Request for feedback: how would you change this #Rust compiler error? Can you tell what's going on? What the problem is? Do you get a sense of how you might be able to solve it?
Okay, the #rustlang documentation on generic struct-structs is really difficult. And for some reason I cannot omit the where-clause.
I'm probably not understanding.
But... omg, traits are amazing. They're what I wanted c++' constraints to be. <3
This will make working with templates so much easier.
(Just have to figure out type arithmatic, then I suppose I'm pretty much where I want to be.)
(Despite my complaint about the documentation, the documentation is pretty good. Nice language too.)
I was so happy yesterday! I had a desktop computer that had been sitting around my house for several years, and I decided to bring it back to life. I bought a new NVIDIA RTX 4060 card and a new case for it. I transferred all the old components to the new case and fired it up, installed Fedora Silverblue, and even played a bit of Fallout 4 at full graphics settings. It was such a breeze!
However, today when I tried to turn it on, I think the motherboard just gave out. Looks like it's time for a new CPU, motherboard, and memory.
For the fellow nerds out there, what would you recommend? I'm looking to play some games and compile Rust code.
I figure doing XML in Rust is rather obscure. I queue for lunch, mention it to someone, someone else just ahead of me in the queue says "oh I am working on that too!"
I also chatted to two different speakers at the conference who worked on a different XSLT engine in the past (way before Rust)
8-way sprite exported from blender, using seldom_state and leafwing_input_manager for controls and animation control. idle, running, and dashing are the only animations implemented at the moment.
Just a prototype, but happy with the way it turned out, and I got a little blender scripting in too.
I did the first #chess board render with my #RustLang chess engine :o I'm really happy with how it turned out. And it also shows that the white kingside castling worked xD (Assets from itch.io)
Finally, some progress on my card game! I was able to finally reach a point when it is more feature complete than previous iteration written a few years ago with different framework (quicksilver, it's dead now) 😅 #gamedev#indiedev#rustlang#bevy#bevyengine
Proc macros in #Rust are objectively bad in a number of ways (limited to only dealing with tokens/no type system access, hard for newcomers to grasp and write, force a lot of attributes to be written to annotate specific items, etc.) but they exemplify "worse is better" perfectly. They are incredibly powerful and allow people to build amazing abstractions that are in some cases best in class. We want to have something better, but there isn't a pressing need now to rush a replacement. #RustLang
I'm glad that #Rust is now at a stage where there aren't any major missing pieces, almost anything you want to do can be represented, just in round about ways and sharp corners that we can chip away in time. Better than the situation years ago where most people used nightly exclusively because there was missing functionality in stable. We still need a way to have "stable early access" for features close to completion, though. #RustLang
@ekuber They are far better than C macros that have no restrictions on input or output. That’s not to say things can’t be better, but how could this even work? So much type information isn’t available without expanding macros recursively already, then you need to resolve dependencies and compile. You have a chicken or the egg problem then.
My biggest gripe is that proc-macros2 is still necessary and knowing when I have to convert types between that or the extern’d proc_macro types. #rustlang
As part of our ‘domain' #DNS library project, we are including diagnostics tooling. Instead of simply reimplementing ‘dig' in #rustlang, we wanted to rethink what operators would want from such a command line tool. Today, we're happy to release version 0.1.0 of ‘dnsi’. https://crates.io/crates/dnsi
@sophiajt just introduced #June: an systems language that is easier to use and learn, possibly quite interesting for application development. Will supposedly have #RustLang interoperability. Very interesting!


▸ Instructions to follow
Only lines holding "spotlight" are wanted; copy each of them from the records below.

▸ Dataset records
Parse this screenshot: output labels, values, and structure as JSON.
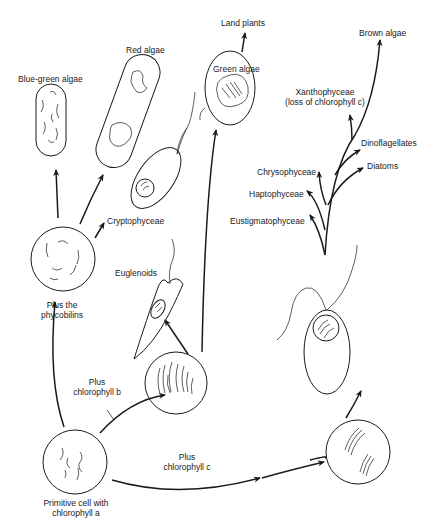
{
  "diagram": {
    "type": "evolutionary-lineage",
    "nodes": {
      "primitive_cell": {
        "label_line1": "Primitive cell with",
        "label_line2": "chlorophyll a"
      },
      "phycobilin_cell": {
        "label_line1": "Plus the",
        "label_line2": "phycobilins"
      },
      "chl_b_cell": {
        "label": ""
      },
      "chl_c_cell": {
        "label": ""
      },
      "blue_green_algae": {
        "label": "Blue-green algae"
      },
      "red_algae": {
        "label": "Red algae"
      },
      "cryptophyceae": {
        "label": "Cryptophyceae"
      },
      "euglenoids": {
        "label": "Euglenoids"
      },
      "green_algae": {
        "label": "Green algae"
      },
      "land_plants": {
        "label": "Land plants"
      },
      "brown_algae": {
        "label": "Brown algae"
      },
      "xanthophyceae": {
        "label_line1": "Xanthophyceae",
        "label_line2": "(loss of chlorophyll c)"
      },
      "dinoflagellates": {
        "label": "Dinoflagellates"
      },
      "diatoms": {
        "label": "Diatoms"
      },
      "chrysophyceae": {
        "label": "Chrysophyceae"
      },
      "haptophyceae": {
        "label": "Haptophyceae"
      },
      "eustigmatophyceae": {
        "label": "Eustigmatophyceae"
      }
    },
    "edges": [
      {
        "from": "primitive_cell",
        "to": "phycobilin_cell"
      },
      {
        "from": "primitive_cell",
        "to": "chl_b_cell",
        "label_line1": "Plus",
        "label_line2": "chlorophyll b"
      },
      {
        "from": "primitive_cell",
        "to": "chl_c_cell",
        "label_line1": "Plus",
        "label_line2": "chlorophyll c"
      },
      {
        "from": "phycobilin_cell",
        "to": "blue_green_algae"
      },
      {
        "from": "phycobilin_cell",
        "to": "red_algae"
      },
      {
        "from": "phycobilin_cell",
        "to": "cryptophyceae"
      },
      {
        "from": "chl_b_cell",
        "to": "euglenoids"
      },
      {
        "from": "chl_b_cell",
        "to": "green_algae"
      },
      {
        "from": "green_algae",
        "to": "land_plants"
      },
      {
        "from": "chl_c_cell",
        "to": "heterokont_cell"
      },
      {
        "from": "heterokont_cell",
        "to": "eustigmatophyceae"
      },
      {
        "from": "heterokont_cell",
        "to": "haptophyceae"
      },
      {
        "from": "heterokont_cell",
        "to": "chrysophyceae"
      },
      {
        "from": "heterokont_cell",
        "to": "diatoms"
      },
      {
        "from": "heterokont_cell",
        "to": "dinoflagellates"
      },
      {
        "from": "heterokont_cell",
        "to": "xanthophyceae"
      },
      {
        "from": "heterokont_cell",
        "to": "brown_algae"
      }
    ]
  },
  "colors": {
    "ink": "#1a1a1a",
    "background": "#ffffff"
  }
}
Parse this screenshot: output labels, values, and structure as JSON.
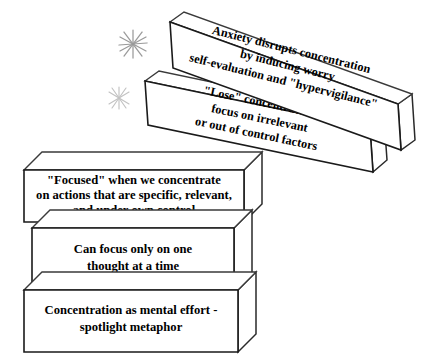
{
  "diagram": {
    "type": "stacked-3d-blocks",
    "background_color": "#ffffff",
    "outline_color": "#1a1a1a",
    "text_color": "#000000",
    "sparkle_color": "#9a9a9a"
  },
  "blocks": [
    {
      "id": "block-anxiety-disrupts",
      "name": "anxiety-disrupts-concentration-block",
      "order": 1,
      "position": "top",
      "tilted": true,
      "rotation_degrees": 14,
      "lines": [
        "Anxiety disrupts concentration",
        "by inducing worry",
        "self-evaluation and \"hypervigilance\""
      ]
    },
    {
      "id": "block-lose-concentration",
      "name": "lose-concentration-block",
      "order": 2,
      "position": "second",
      "tilted": true,
      "rotation_degrees": 14,
      "lines": [
        "\"Lose\" concentration -",
        "focus on irrelevant",
        "or out of control factors"
      ]
    },
    {
      "id": "block-focused",
      "name": "focused-when-we-concentrate-block",
      "order": 3,
      "position": "third",
      "tilted": false,
      "rotation_degrees": 0,
      "lines": [
        "\"Focused\" when we concentrate",
        "on actions that are specific, relevant,",
        "and under own control"
      ]
    },
    {
      "id": "block-one-thought",
      "name": "can-focus-only-on-one-thought-block",
      "order": 4,
      "position": "fourth",
      "tilted": false,
      "rotation_degrees": 0,
      "lines": [
        "Can focus only on one",
        "thought at a time"
      ]
    },
    {
      "id": "block-spotlight",
      "name": "concentration-as-mental-effort-block",
      "order": 5,
      "position": "bottom",
      "tilted": false,
      "rotation_degrees": 0,
      "lines": [
        "Concentration as mental effort -",
        "spotlight metaphor"
      ]
    }
  ],
  "sparkles": [
    {
      "id": "sparkle-upper",
      "name": "sparkle-upper",
      "rays": 8
    },
    {
      "id": "sparkle-lower",
      "name": "sparkle-lower",
      "rays": 8
    }
  ]
}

▸ Answer section
      "id": "block-spotlight",
        "spotlight metaphor"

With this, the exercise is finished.